Not one, but both light field video papers got accepted for Picture Coding Symposium 2018! Both papers discuss parts of Steered Mixture-of-Experts (SMoE). The main take-away messages are that
- We are able to model and approximate 5-D light field videos up to high objective quality
- We introduced a effective novel way to model SMoE models: robust and less artefacts
- We have shown that given such models, we can render views with hard real-time constraints with compromising some quality if necessary
- Furthermore, we can render pixel-level parallel! Which is very desirable, and not possible with most state-of-the-art
Progressive Modeling of Steered Mixture-of-Experts for Light Field Video Approximation
by Ruben Verhack, Glenn Van Wallendael, Martijn Courteaux, Peter Lambert, Thomas Sikora
Steered Mixture-of-Experts (SMoE) is a novel framework for the approximation, coding, and description of image modalities. The future goal is to arrive at a representation for Six Degrees-of-Freedom (6DoF) image data. The goal of this paper is to introduce SMoE for 4D light field videos by including the temporal dimension. However, these videos contain vast amounts of samples due to the large number of views per frame. Previous work on static light field images mitigated the problem by hard subdividing the modeling problem. However, such a hard subdivision introduces visually disturbing block artifacts on moving objects in dynamic image data. We propose a novel modeling method that does not result in block artifacts while minimizing the computational complexity and which allows for a varying spread of kernels in the spatio-temporal domain. Experiments validate that we can progressively model light field videos with increasing objective quality up to 0.97 SSIM.
Some examples (original left, reconstruction right)
Hard Real-Time, Pixel-Parallel Rendering of Light Field Videos using Steered Mixture-of-Experts
by Ignace Saenen, Ruben Verhack, Vasileios Avramelos, Glenn Van Wallendael, Peter Lambert
Steered Mixture-of-Experts (SMoE) is a novel framework for the approximation, coding, and description of image modalities such as light field images and video. The future goal is to arrive at a representation for Six Degrees-of-Freedom (6DoF) image data. Previous research has shown the feasibility of real-time pixel-parallel rendering of static light field images. Each pixel is independently reconstructed by kernels that lay in its vicinity. The number of kernels involved forms the bottleneck on the achievable framerate. The goal of this paper is twofold. Firstly, we introduce pixel-level rendering of light field video, as previous work only rendered static content. Secondly, we investigate rendering using a predefined number of most significant kernels. As such, we can deliver hard real-time constraints by trading off the reconstruction quality.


Task: The data below should be printed in full, exactly, and without any of its images.

......

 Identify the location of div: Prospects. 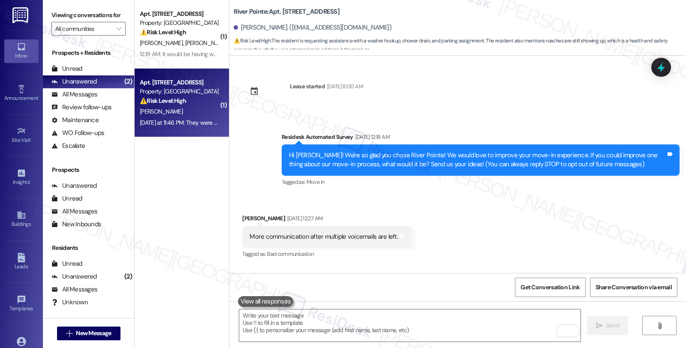
(88, 170).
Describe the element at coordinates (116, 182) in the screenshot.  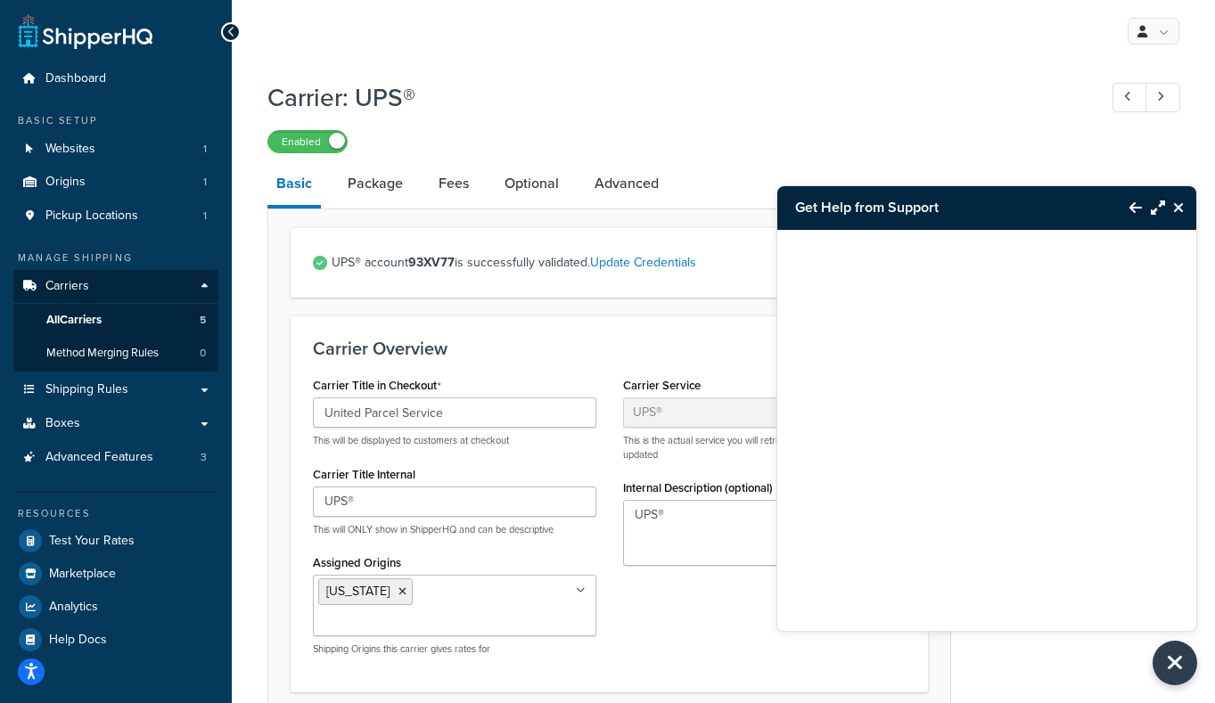
I see `a: Origins1` at that location.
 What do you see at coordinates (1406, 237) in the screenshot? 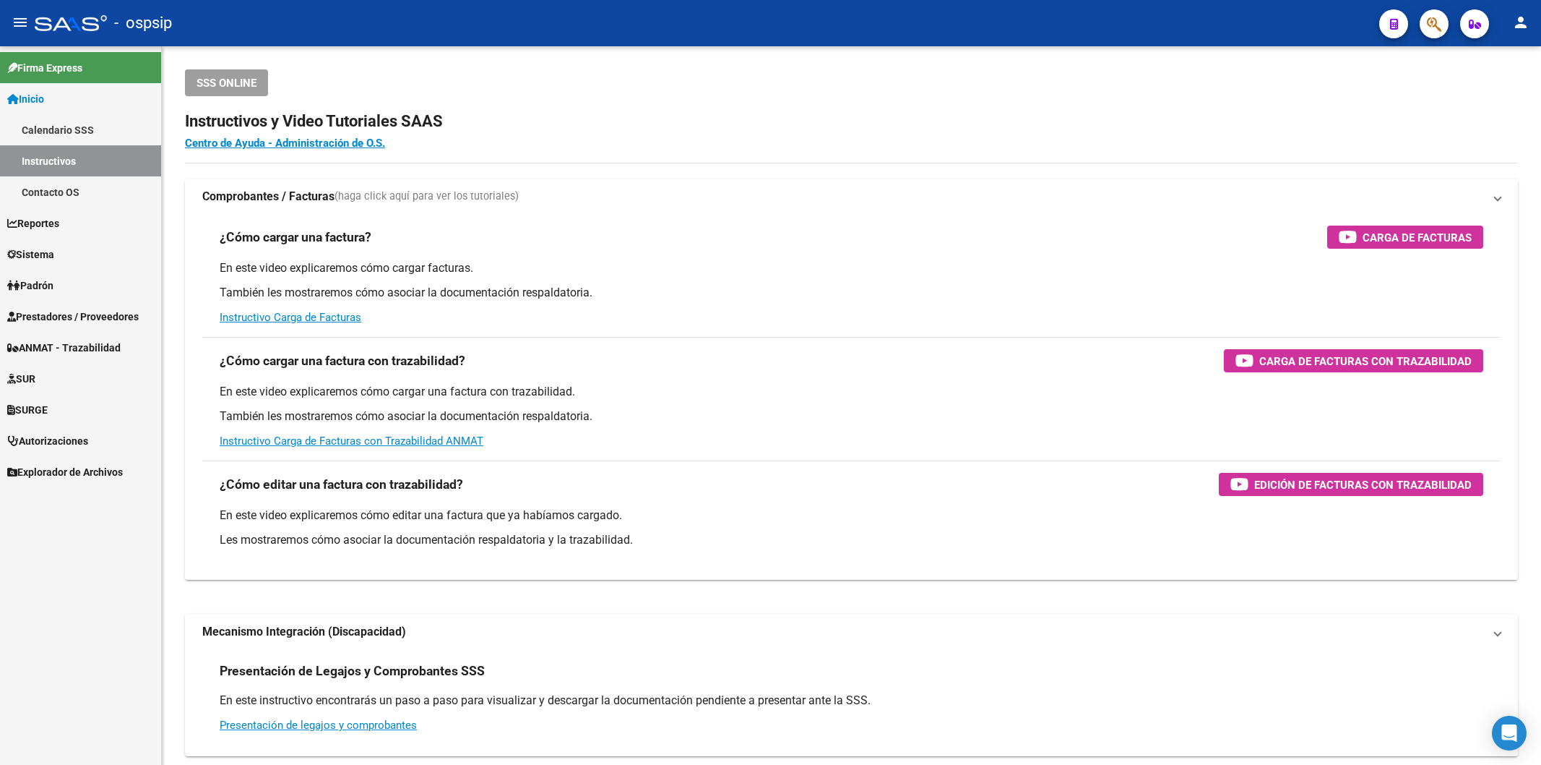
I see `button: Carga de Facturas` at bounding box center [1406, 237].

......

Your response:
 Identify the location of div: Prospects. 
(88, 170).
Describe the element at coordinates (116, 182) in the screenshot.  
I see `a: Origins1` at that location.
 What do you see at coordinates (1406, 237) in the screenshot? 
I see `button: Carga de Facturas` at bounding box center [1406, 237].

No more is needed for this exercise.